Lemmy, born Ian Fraser Kilmister, was a member of the British space-rock band from 1971 until 1975. He was notorious for his “hard-livin’” lifestyle, which included chain-smoking and excessive drugs and alcohol consumption, which caused tension between him and his Hawkwind bandmates.
Tensions came to a head in the spring of 1975, when Hawkwind were touring North America and Lemmy was caught in posession of amphetamines while the band were crossing the US border into Canada.
The border police mistook the powder for cocaine and threw him in jail for two days, forcing the band to cancel a number of shows.
“Our manager warned us to make sure we didn’t have anything on us when we went over the Canadian border,” Brock recalled in an interview with The Telegraph, ahead of Hawkwind’s UK tour this April.

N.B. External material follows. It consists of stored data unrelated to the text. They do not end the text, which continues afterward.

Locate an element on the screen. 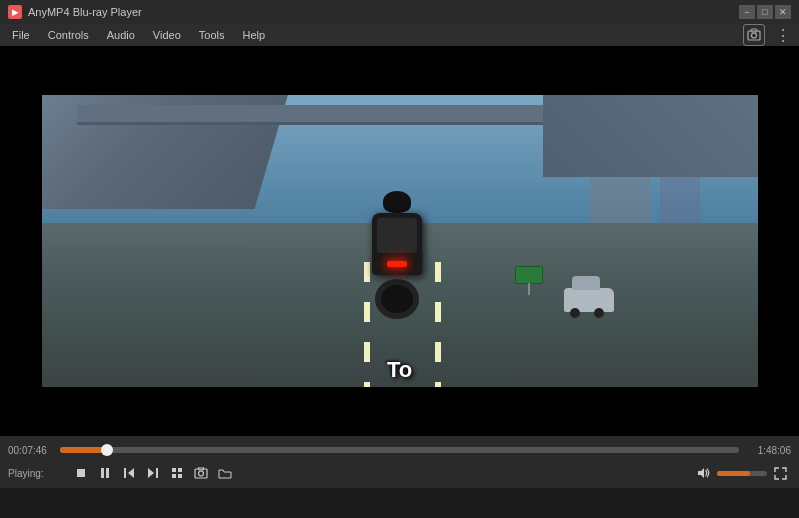 This screenshot has width=799, height=518. stop-button is located at coordinates (81, 473). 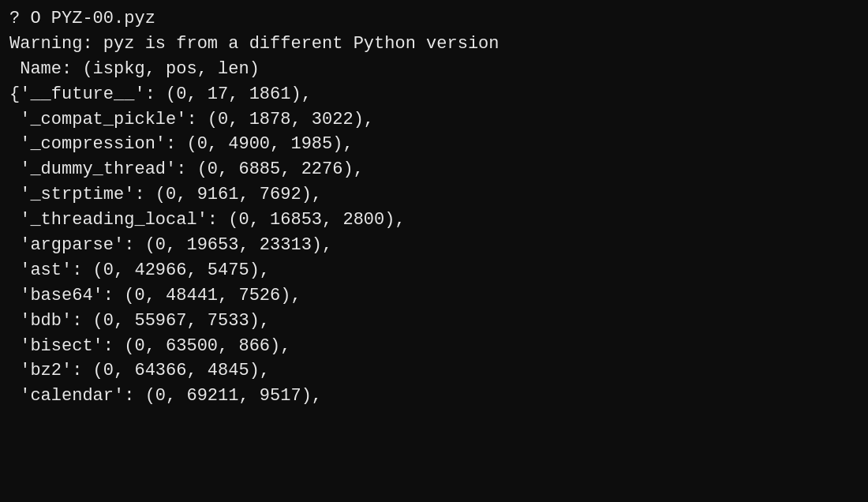 I want to click on terminal-line: '_compat_pickle': (0, 1878, 3022),, so click(x=434, y=120).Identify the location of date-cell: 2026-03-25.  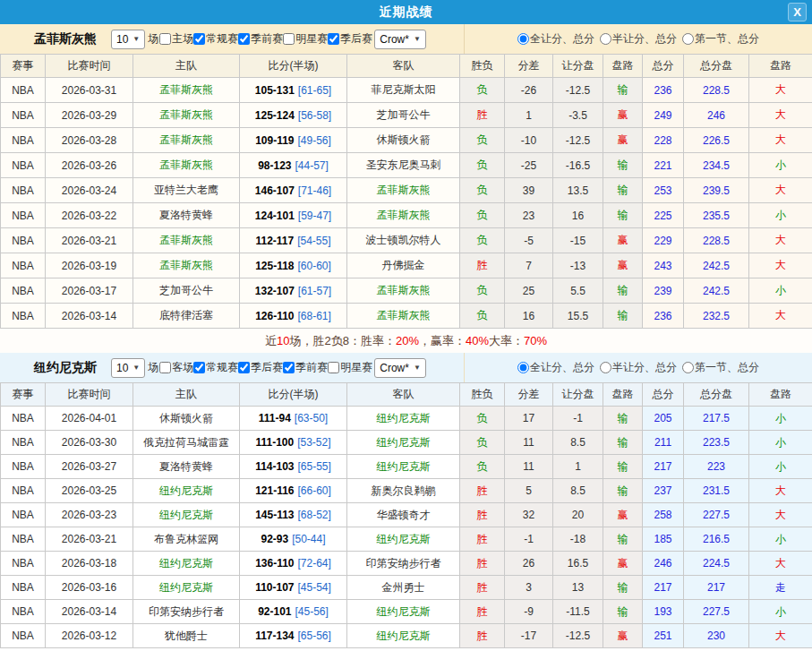
(90, 491).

“I was driving and Lemmy was sitting next to us. He’d fallen asleep... he was dribbling a bit. The guards must have said, there’s a load of long-haired hippies in there, we’ll have them. And they opened the car door and Lemmy fell out!”
After this incident, Lemmy was replaced by the band’s longtime friend, guitarist Paul Rudolph (formerly of the Pink Fairies), while Lemmy went on to team up with Larry Wallis, also of the Pink Fairies, to form Motörhead. He named the band after the last song he wrote for Hawkwind, after his manager advised him against calling his new group “Bastard”.
He was “aghast” at being kicked out of the group, Brock said.
“He was flown back to England,” he continued. “But a year later Motörhead [Lemmy’s subsequent, highly successful band] were supporting Hawkwind! Then he did better than us! And then Hawkwind were supporting Motörhead! But me and Lemmy were on good terms right up until he died. We were always all right.”
In a 2011 interview with the Chicago Tribune, Lemmy, who died aged 70 in 2015 shortly after being diagnosed with cancer, said he believed he would have stayed with the band had he not been kicked out.
“I did like being in Hawkwind, and I believe I’d still be playing with them today if I hadn’t been kicked out,” he said. “It was fun onstage, not so much offstage. They didn’t want to mesh with me. Musically, I loved the drummer, the guitar player. It was a great band.”